![]() |
Matana Roberts at Cafe Oto Drawing by Geoff Winston © 2016. All Rights Reserved |
Matana Roberts, Byron Wallen, Leafcutter John
(Cafe Oto, 26 October 2016 – night 2 of 3 night ‘Wildcard’ residency at Cafe Oto; review and drawing by Geoff Winston)
‘Music is a language.’ While the Chicago-born saxophonist Matana Roberts digressed to share amusing experiences of misunderstandings arising from the American and English usages of the same words, she didn’t otherwise stray from her key message and said how much she enjoyed the challenge of sharing the language that is music with musicians she’s not played with before – and with the audience.
Roberts immediately established common linguistic territory with trumpeter Byron Wallen and electronics whizz Leafcutter John. They put in place unspoken markers from which emerged surprising and closely bonded improvised gusts and flows of energetic and demanding improvisation – a network of inspired calls and responses, mergings and demergings and solo sprees, all held in place by a deep core of shared references and a sparkstream of musicianly dexterity.
Roberts referred to fellow Virgos – John Coltrane, Cannonball Adderley and Charlie Parker – and the robust, graceful confidence in her profoundly rooted alto sax phrasings owed much to their groundwork and the struggles that these illustrious forebears had endured. In a wider context these are issues which Roberts is tackling in her monumental Coin Coin project, awaiting the completion next year, she revealed, of the fourth chapter in a projected series of 12 albums.
Wallen, likewise, dug deep to summon compressed flights of piercing notes, breathy exhalations and enduring, rippling runs which had at times the edgy, reflective qualities of fellow trumpeter, Wadada Leo Smith. Pausing to apply the mute, the sharper edges were softened – but not for long!
Leafcutter John was perhaps the wild card in this trio. In his acrobatic manipulation of hand-held lights to activate sounds via sensors in light-sensitive sheets he threw in all manner of swerveballs to which Roberts and Wallen responded with imagination and authority.

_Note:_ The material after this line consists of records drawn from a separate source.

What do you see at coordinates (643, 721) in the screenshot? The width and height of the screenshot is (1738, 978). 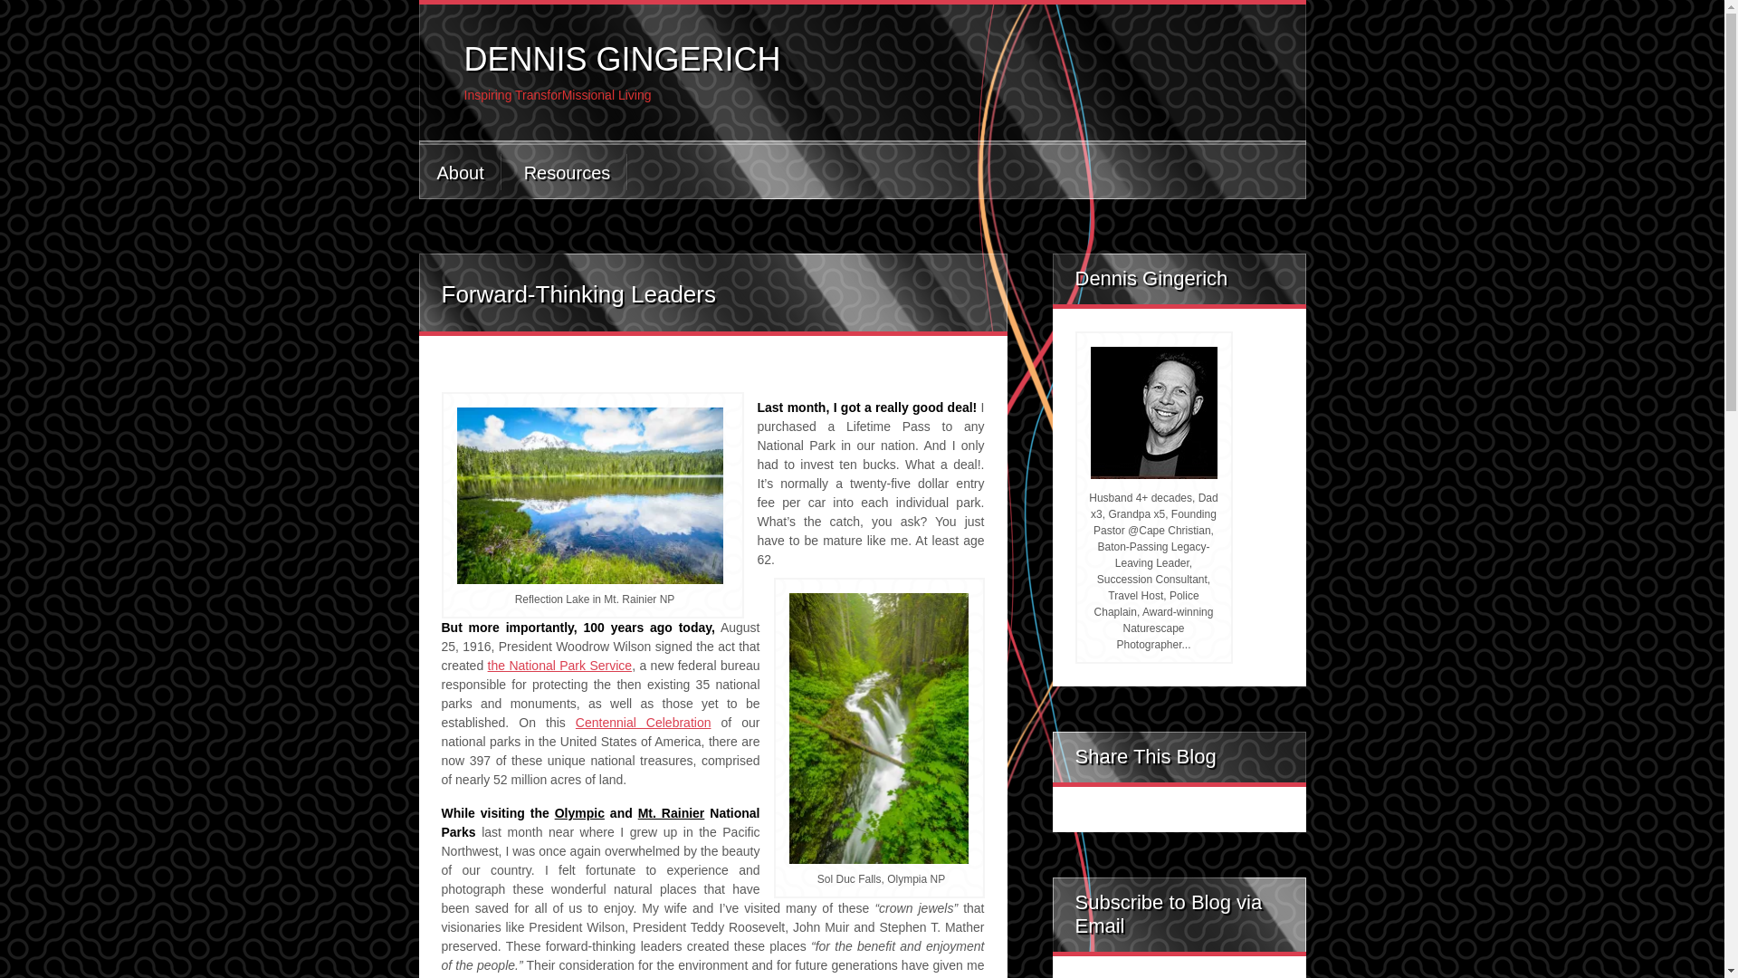 I see `Centennial Celebration` at bounding box center [643, 721].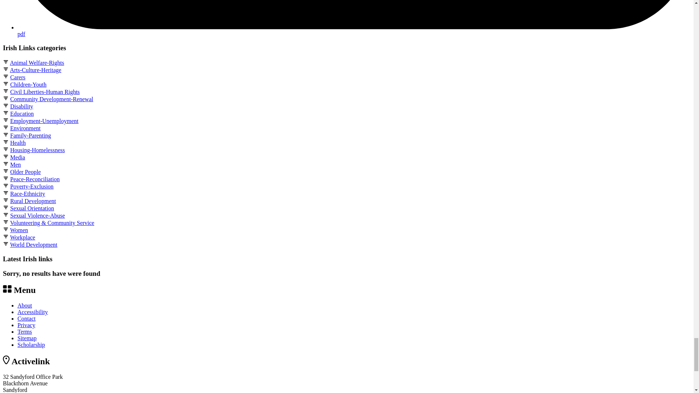 Image resolution: width=699 pixels, height=393 pixels. Describe the element at coordinates (28, 84) in the screenshot. I see `Children-Youth` at that location.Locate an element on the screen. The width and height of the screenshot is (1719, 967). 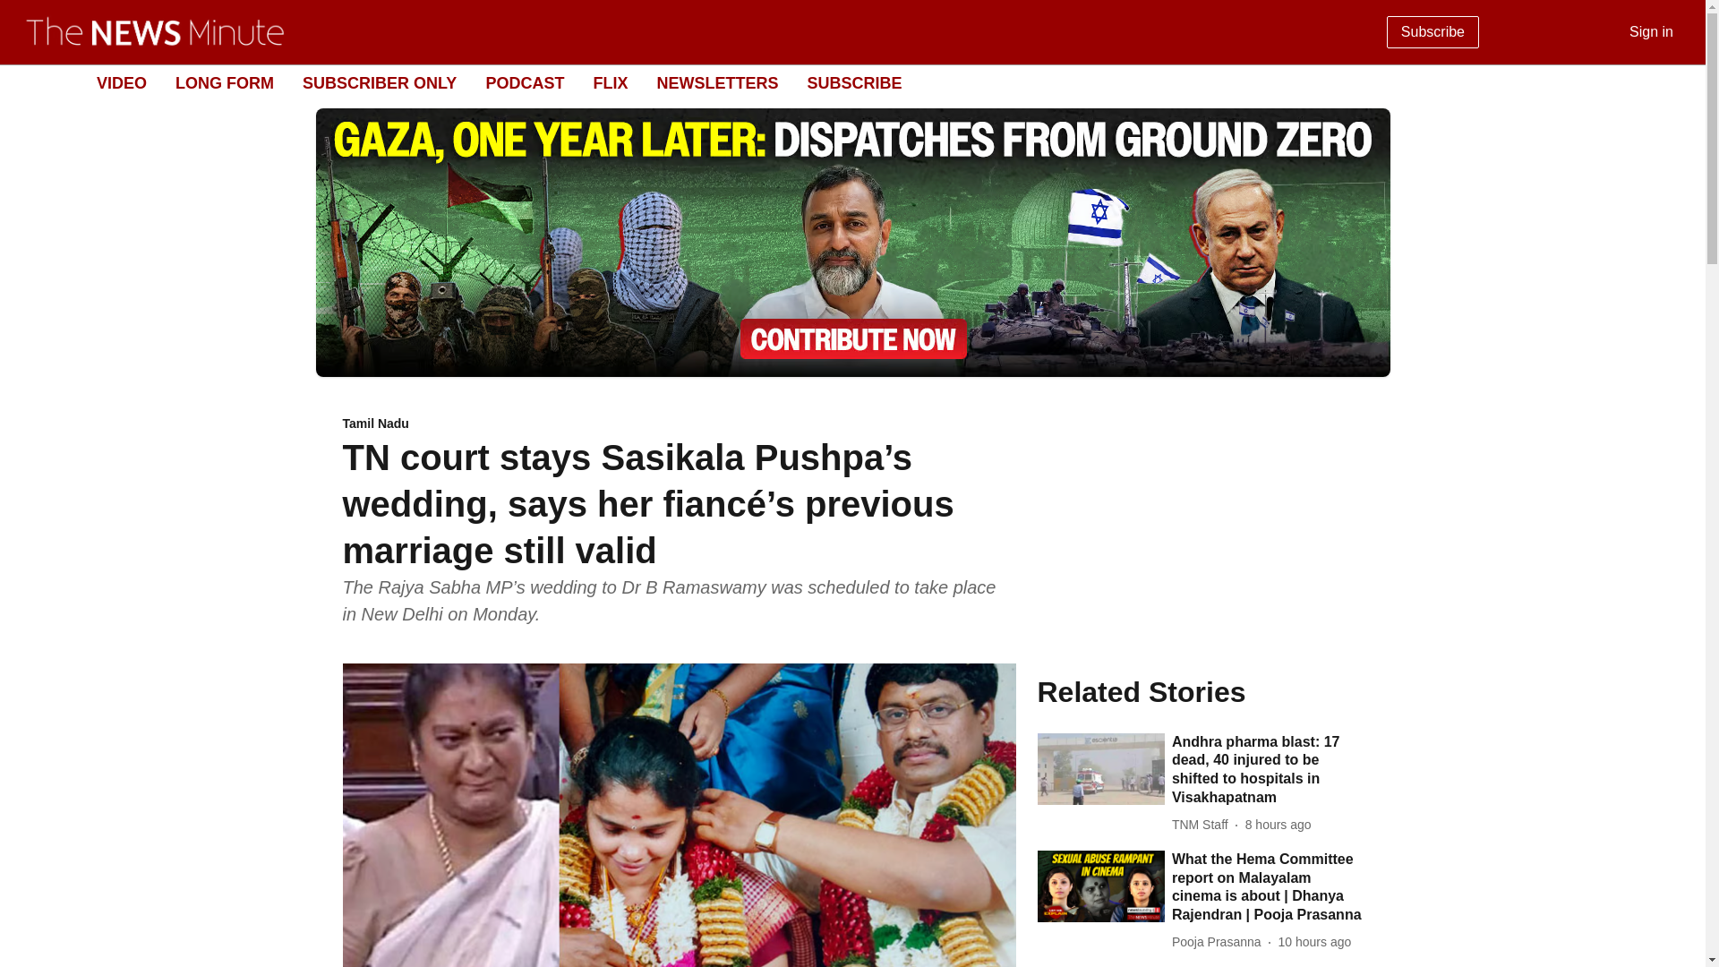
Tamil Nadu is located at coordinates (678, 424).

Sinking back to supply reverberating industrial drones and hums or washing the stage with liquid gurgles, searing electronic slashes or a pulse from Terry Riley’s book, John pushed the envelope. The cogs turned with lightning speed as Roberts and Wallen connected with this extended argot, coming back with parallel voicings and throwing in new markers, making afresh the case for pure acoustic playing that lies at the heart of jazz.
Roberts, with long-standing connections in London, felt she was playing to her ‘home town crowd’ and demonstrated an engaging humility as she thanked the Cafe Oto audience for ‘supporting fringe artists like myself.’
There are still a few tickets for Matana Roberts’ third and final night of her Cafe Oto residency. Not to be missed!